Vatican Warns About Estrogen Pollution

by Susan Brinkmann, OCDS
Staff Writer

According to the Vatican newspaper L’Osservatore Romano, the birth control pill is polluting the environment and is partly responsible for male infertility.

The pill “has for some years had devastating effects on the environment by releasing tons of hormones into nature” through female urine, said Pedro Jose Maria Simon Castellvi, president of the International Federation of Catholic Medical Associations, in the Jan. 3  report.

“We have sufficient evidence to state that a non-negligible cause of male infertility in the West is the environmental pollution caused by the pill,” he said. 

“We are faced with a clear anti-environmental effect which demands more explanation on the part of the manufacturers,” Mr Castellvi said.

It is already known that increased lifetime exposure to estrogen has caused world cancer rates to jump by 26 percent since 1980 and the Columbia Environmental Research Center is already studying whether estrogen-contaminated water may be affecting human males.

Studies have shown that the sperm count in healthy males has dropped by half in the past 50 years, according to a global review of 61 studies involving nearly 15,000 men. As long ago as 1992, the British Medical Journal published a study that found men in Western countries today have less than half the sperm production of their grandfathers.

There have also been numerous studies in recent years of synthetic birth control hormones being excreted into water systems and wreaking havoc on the sex of fish stock.

For instance, a 2005 study conducted by scientists from the University of Colorado discovered fish with both male and female characteristics in a waterway located downstream from a Boulder sewage plant. One of the biologists, John Woodling, told the Denver Post that the discovery of trans-gendered fish was “the first thing that I’ve seen as a scientist that really scared me.”

Scientists know very little about what affect modern pharmaceuticals, such as birth control pills, may have on the environment. They only know from collecting environmental samples that a potential toxic soup of chemicals, including pain killers, antibiotics, cholesterol reducing, blood pressure regulating and chemotherapy drugs, is entering the ecosystem after being excreted by people.

“The drugs enter the wastewater, where treatment of sewage can be completely ineffective or very effective at removing them, depending on the type of drug and on the type of sewage treatment plant,” said Dr. Karen Kidd, a biology professor at the University of New Brunswick.

Dr. Kidd conducted an exhaustive seven-year study of the problem and presented the findings at the prestigious 2008 American Association for the Advancement of Science Conference.

With an estimated 100 million women worldwide taking some form of hormonal contraceptive, this problem will persist for years to come.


**Task objective:** Across the entries below, how many lines have the word "vertex" in them? Respond with only the number.

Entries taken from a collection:
-- Opening Marker --
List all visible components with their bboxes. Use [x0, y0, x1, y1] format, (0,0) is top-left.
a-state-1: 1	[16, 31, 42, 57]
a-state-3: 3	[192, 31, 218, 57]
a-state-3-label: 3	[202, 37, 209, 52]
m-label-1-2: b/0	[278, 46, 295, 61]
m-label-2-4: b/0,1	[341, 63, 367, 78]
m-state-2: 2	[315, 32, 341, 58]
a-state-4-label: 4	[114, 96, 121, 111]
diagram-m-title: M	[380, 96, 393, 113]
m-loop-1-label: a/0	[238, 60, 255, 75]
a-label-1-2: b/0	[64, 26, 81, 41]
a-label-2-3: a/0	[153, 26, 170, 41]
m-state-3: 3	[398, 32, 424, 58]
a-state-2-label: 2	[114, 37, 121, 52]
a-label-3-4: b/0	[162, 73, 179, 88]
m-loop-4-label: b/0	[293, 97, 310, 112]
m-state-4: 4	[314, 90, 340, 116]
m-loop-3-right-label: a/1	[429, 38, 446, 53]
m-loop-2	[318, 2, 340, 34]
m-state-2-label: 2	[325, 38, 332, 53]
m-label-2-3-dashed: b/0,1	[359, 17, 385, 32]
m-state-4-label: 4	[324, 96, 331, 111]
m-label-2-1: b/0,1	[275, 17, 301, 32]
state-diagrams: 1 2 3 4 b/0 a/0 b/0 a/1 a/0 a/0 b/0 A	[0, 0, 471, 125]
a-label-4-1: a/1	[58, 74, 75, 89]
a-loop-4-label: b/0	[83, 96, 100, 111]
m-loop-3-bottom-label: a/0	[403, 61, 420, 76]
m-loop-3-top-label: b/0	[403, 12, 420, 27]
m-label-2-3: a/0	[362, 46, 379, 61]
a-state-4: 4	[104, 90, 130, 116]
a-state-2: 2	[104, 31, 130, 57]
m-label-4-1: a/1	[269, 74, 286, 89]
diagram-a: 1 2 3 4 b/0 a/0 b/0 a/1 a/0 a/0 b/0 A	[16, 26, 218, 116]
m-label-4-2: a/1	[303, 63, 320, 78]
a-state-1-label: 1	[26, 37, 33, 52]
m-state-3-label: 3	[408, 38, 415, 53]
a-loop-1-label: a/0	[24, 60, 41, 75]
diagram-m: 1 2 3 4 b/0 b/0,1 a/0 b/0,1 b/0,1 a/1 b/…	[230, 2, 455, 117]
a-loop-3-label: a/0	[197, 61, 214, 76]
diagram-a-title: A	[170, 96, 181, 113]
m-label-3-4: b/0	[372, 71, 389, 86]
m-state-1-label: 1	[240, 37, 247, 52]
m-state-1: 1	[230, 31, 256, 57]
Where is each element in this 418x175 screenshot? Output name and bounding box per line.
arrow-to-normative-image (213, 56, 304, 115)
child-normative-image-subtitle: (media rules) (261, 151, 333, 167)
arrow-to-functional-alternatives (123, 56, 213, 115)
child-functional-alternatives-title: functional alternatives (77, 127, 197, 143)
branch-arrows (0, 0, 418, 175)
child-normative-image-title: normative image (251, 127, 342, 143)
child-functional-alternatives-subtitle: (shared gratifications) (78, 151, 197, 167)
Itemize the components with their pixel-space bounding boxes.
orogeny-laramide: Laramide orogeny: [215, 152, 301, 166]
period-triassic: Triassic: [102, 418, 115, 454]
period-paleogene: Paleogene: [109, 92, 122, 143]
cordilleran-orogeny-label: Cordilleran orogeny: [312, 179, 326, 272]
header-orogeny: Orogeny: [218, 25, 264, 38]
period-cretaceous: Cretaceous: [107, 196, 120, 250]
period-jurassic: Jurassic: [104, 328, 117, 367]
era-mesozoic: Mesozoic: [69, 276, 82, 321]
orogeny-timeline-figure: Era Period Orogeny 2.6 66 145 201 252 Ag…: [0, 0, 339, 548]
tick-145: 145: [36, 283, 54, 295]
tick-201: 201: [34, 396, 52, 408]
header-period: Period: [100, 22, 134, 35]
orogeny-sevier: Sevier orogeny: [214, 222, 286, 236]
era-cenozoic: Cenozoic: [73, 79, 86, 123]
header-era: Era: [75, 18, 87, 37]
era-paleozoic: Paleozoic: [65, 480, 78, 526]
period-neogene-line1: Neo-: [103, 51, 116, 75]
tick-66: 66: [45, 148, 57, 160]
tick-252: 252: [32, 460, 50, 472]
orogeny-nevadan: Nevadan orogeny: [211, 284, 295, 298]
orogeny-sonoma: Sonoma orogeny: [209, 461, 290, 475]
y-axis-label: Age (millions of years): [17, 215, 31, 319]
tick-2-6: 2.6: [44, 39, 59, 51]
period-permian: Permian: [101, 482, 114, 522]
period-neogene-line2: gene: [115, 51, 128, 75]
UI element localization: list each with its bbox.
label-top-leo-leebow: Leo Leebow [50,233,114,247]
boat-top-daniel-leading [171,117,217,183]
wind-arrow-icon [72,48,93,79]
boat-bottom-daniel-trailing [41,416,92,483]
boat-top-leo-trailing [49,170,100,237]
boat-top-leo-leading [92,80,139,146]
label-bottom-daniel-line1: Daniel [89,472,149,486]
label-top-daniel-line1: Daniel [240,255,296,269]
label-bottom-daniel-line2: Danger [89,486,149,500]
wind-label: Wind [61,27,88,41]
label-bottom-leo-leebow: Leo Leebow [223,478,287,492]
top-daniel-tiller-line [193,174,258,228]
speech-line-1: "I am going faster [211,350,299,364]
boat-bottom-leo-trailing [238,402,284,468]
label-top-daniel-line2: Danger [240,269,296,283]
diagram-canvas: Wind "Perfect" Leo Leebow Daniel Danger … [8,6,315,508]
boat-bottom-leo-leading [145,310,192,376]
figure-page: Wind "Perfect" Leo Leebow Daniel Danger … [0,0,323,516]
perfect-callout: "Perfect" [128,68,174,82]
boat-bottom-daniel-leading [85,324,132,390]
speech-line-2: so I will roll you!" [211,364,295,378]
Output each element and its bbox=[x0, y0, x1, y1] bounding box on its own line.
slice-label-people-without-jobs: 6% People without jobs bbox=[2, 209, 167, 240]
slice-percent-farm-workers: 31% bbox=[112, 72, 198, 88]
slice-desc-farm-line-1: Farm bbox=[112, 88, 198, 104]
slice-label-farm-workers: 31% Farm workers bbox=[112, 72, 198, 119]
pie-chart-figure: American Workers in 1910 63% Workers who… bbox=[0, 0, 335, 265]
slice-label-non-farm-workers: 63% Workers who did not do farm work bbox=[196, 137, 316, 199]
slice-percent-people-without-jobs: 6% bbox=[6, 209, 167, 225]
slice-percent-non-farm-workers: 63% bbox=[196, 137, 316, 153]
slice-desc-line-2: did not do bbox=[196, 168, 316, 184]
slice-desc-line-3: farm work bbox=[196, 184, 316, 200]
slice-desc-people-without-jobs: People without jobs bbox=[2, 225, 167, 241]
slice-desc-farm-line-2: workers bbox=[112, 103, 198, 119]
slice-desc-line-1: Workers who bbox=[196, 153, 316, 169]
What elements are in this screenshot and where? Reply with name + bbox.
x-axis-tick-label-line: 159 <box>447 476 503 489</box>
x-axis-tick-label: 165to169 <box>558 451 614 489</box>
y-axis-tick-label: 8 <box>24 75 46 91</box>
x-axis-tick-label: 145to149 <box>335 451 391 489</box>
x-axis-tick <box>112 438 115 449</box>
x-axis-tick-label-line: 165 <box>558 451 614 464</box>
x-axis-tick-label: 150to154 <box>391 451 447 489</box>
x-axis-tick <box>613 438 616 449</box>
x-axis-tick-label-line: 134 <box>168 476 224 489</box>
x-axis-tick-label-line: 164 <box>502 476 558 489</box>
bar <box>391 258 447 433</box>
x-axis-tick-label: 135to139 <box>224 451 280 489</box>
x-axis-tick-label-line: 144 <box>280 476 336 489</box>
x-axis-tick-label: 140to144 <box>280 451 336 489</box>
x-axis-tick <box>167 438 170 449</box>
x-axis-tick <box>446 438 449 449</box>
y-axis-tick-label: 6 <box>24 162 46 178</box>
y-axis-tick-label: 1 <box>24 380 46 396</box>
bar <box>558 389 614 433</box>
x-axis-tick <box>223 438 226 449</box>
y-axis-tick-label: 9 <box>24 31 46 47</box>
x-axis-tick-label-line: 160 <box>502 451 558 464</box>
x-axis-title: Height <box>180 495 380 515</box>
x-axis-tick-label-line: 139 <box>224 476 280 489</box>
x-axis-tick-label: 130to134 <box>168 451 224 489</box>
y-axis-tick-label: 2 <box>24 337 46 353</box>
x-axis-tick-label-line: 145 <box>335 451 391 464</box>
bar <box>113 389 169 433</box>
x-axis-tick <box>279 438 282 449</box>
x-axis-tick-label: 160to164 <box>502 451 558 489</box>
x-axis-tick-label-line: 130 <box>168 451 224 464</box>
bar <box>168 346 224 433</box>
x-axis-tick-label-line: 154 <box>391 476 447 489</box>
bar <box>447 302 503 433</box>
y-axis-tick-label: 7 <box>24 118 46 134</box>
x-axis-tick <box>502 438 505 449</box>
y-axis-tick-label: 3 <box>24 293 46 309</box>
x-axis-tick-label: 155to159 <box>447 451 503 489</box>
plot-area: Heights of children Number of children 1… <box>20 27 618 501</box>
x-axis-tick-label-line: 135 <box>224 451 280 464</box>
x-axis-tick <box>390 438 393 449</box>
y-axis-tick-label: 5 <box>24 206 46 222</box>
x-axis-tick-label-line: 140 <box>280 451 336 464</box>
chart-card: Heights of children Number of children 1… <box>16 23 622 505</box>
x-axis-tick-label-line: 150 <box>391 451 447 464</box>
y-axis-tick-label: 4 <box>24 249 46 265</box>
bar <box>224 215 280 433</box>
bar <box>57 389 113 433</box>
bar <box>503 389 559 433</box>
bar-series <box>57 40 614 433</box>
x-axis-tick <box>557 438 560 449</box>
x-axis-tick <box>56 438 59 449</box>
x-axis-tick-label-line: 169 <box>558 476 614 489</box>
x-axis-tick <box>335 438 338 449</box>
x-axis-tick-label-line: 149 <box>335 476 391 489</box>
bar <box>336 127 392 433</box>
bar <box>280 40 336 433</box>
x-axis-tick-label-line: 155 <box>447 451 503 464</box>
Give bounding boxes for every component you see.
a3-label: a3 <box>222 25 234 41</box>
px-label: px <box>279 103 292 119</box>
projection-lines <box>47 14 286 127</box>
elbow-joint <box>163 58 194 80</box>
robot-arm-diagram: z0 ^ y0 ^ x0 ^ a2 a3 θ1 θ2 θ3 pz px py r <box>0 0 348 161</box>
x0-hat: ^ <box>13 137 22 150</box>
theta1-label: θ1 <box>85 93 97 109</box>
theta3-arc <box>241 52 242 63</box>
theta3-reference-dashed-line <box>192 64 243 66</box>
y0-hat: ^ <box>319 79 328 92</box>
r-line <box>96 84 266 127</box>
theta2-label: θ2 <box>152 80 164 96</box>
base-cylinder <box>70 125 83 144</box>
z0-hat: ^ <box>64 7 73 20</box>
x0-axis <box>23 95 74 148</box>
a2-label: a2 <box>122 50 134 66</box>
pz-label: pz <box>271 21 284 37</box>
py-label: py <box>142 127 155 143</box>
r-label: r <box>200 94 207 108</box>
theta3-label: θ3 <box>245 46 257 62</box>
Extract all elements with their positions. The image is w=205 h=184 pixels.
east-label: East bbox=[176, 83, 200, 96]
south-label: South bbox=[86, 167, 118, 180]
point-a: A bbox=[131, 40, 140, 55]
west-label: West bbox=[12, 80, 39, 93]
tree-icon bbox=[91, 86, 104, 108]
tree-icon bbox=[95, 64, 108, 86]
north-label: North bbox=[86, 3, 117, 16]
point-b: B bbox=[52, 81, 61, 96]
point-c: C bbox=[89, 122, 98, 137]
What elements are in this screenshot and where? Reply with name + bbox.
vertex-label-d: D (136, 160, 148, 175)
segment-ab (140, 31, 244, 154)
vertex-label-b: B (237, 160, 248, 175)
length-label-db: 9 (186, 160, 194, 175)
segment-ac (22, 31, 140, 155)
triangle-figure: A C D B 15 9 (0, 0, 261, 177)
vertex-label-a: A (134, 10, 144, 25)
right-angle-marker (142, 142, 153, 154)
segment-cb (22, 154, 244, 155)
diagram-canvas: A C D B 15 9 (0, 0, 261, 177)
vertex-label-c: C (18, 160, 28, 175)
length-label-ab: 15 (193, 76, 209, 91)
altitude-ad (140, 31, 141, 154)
-- Closing Marker --
**Answer to this task:** 4